Of course we must always be the best possible local members of our European region –- as, incidentally we nearly always have been, although some people forget this.

But Europe is no longer the world’s most prosperous region. It is our duty to build up our links, many of which were so strong in the distant past, with what are becoming the world’s most prosperous and dynamic areas of the world, but also with the smaller nations as well as the large ones, the struggling poor ones as well as the rapidly industrialising and increasingly high-tech ones. This is what an enlarged Commonwealth can do for us in a way that the European Union can never do and for which it lacks the reach and the right basic policy structure.

That is why Britain’s external relations priorities need major re-alignment and why I would like to christen the home of our able and experienced diplomats the Commonwealth and Foreign Office – the CFO not the FCO.

Regards


David Howell

[ENDS]

We look forward to your further thoughts, observations and views.
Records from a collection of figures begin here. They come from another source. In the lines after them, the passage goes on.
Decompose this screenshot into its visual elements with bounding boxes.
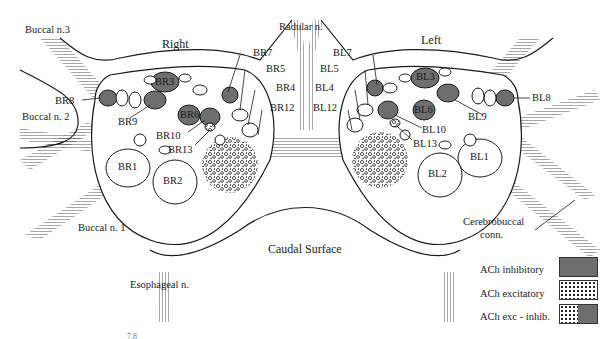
label-br2: BR2 <box>163 176 182 187</box>
label-br7: BR7 <box>253 48 272 59</box>
legend-swatch-inhibitory <box>559 257 598 277</box>
label-bl6: BL6 <box>414 105 433 116</box>
label-br6: BR6 <box>180 110 199 121</box>
label-bl2: BL2 <box>428 169 447 180</box>
label-br8: BR8 <box>55 96 74 107</box>
label-br12: BR12 <box>270 103 295 114</box>
label-bl12: BL12 <box>313 103 337 114</box>
label-br10: BR10 <box>156 131 181 142</box>
label-esophageal-n: Esophageal n. <box>130 280 189 291</box>
label-bl9: BL9 <box>468 112 487 123</box>
figure-number: 7.8 <box>127 333 137 339</box>
label-cerebrobuccal-conn: conn. <box>480 230 503 241</box>
excitatory-cluster-left <box>352 132 408 188</box>
label-right-side: Right <box>162 38 189 50</box>
neuron-bl7 <box>367 80 383 96</box>
label-bl13: BL13 <box>413 139 437 150</box>
label-buccal-n3: Buccal n.3 <box>25 25 70 36</box>
neuron-bl8 <box>496 90 514 106</box>
label-bl10: BL10 <box>422 125 446 136</box>
label-br4: BR4 <box>276 83 295 94</box>
neuron-br8 <box>99 90 117 106</box>
label-br13: BR13 <box>168 145 193 156</box>
legend-swatch-excitatory <box>559 280 598 300</box>
label-radular-n: Radular n. <box>279 22 323 33</box>
label-bl1: BL1 <box>470 152 489 163</box>
label-left-side: Left <box>421 34 441 46</box>
label-bl5: BL5 <box>320 64 339 75</box>
neuron-bl13 <box>390 119 400 127</box>
legend-label-excitatory: ACh excitatory <box>480 289 544 300</box>
label-buccal-n2: Buccal n. 2 <box>22 112 70 123</box>
label-cerebrobuccal: Cerebrobuccal <box>463 217 524 228</box>
neuron-bl9 <box>437 84 459 102</box>
legend-label-inhibitory: ACh inhibitory <box>480 265 544 276</box>
label-br1: BR1 <box>118 162 137 173</box>
legend-swatch-mixed <box>559 304 598 324</box>
legend-label-mixed: ACh exc - inhib. <box>480 312 550 323</box>
excitatory-cluster-right <box>202 137 258 193</box>
label-br9: BR9 <box>118 117 137 128</box>
label-bl7: BL7 <box>333 48 352 59</box>
label-caudal-surface: Caudal Surface <box>268 243 342 255</box>
label-buccal-n1: Buccal n. 1 <box>78 223 126 234</box>
neuron-br7 <box>222 87 238 103</box>
label-bl8: BL8 <box>532 93 551 104</box>
neuron-br13 <box>205 123 215 131</box>
label-br3: BR3 <box>155 77 174 88</box>
neuron-bl10 <box>378 101 398 119</box>
label-br5: BR5 <box>266 64 285 75</box>
label-bl4: BL4 <box>315 83 334 94</box>
label-bl3: BL3 <box>416 72 435 83</box>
Thank you.

Best wishes


For and on behalf of DK Matai, Chairman, Asymmetric Threats Contingency Alliance (ATCA)


ATCA: The Asymmetric Threats Contingency Alliance is a philanthropic expert initiative founded in 2001 to understand and to address complex global challenges. ATCA conducts collective Socratic dialogue on global opportunities and threats arising from climate chaos, radical poverty, organised crime, extremism, informatics, nanotechnology, robotics, genetics, artificial intelligence and financial systems. Present membership of ATCA is by invitation only and has over 5,000 distinguished members: including several from the House of Lords, House of Commons, EU Parliament, US Congress & Senate, G10's Senior Government officials and over 1,500 CEOs from financial institutions, scientific corporates and voluntary organisations as well as over 750 Professors from academic centres of excellence worldwide.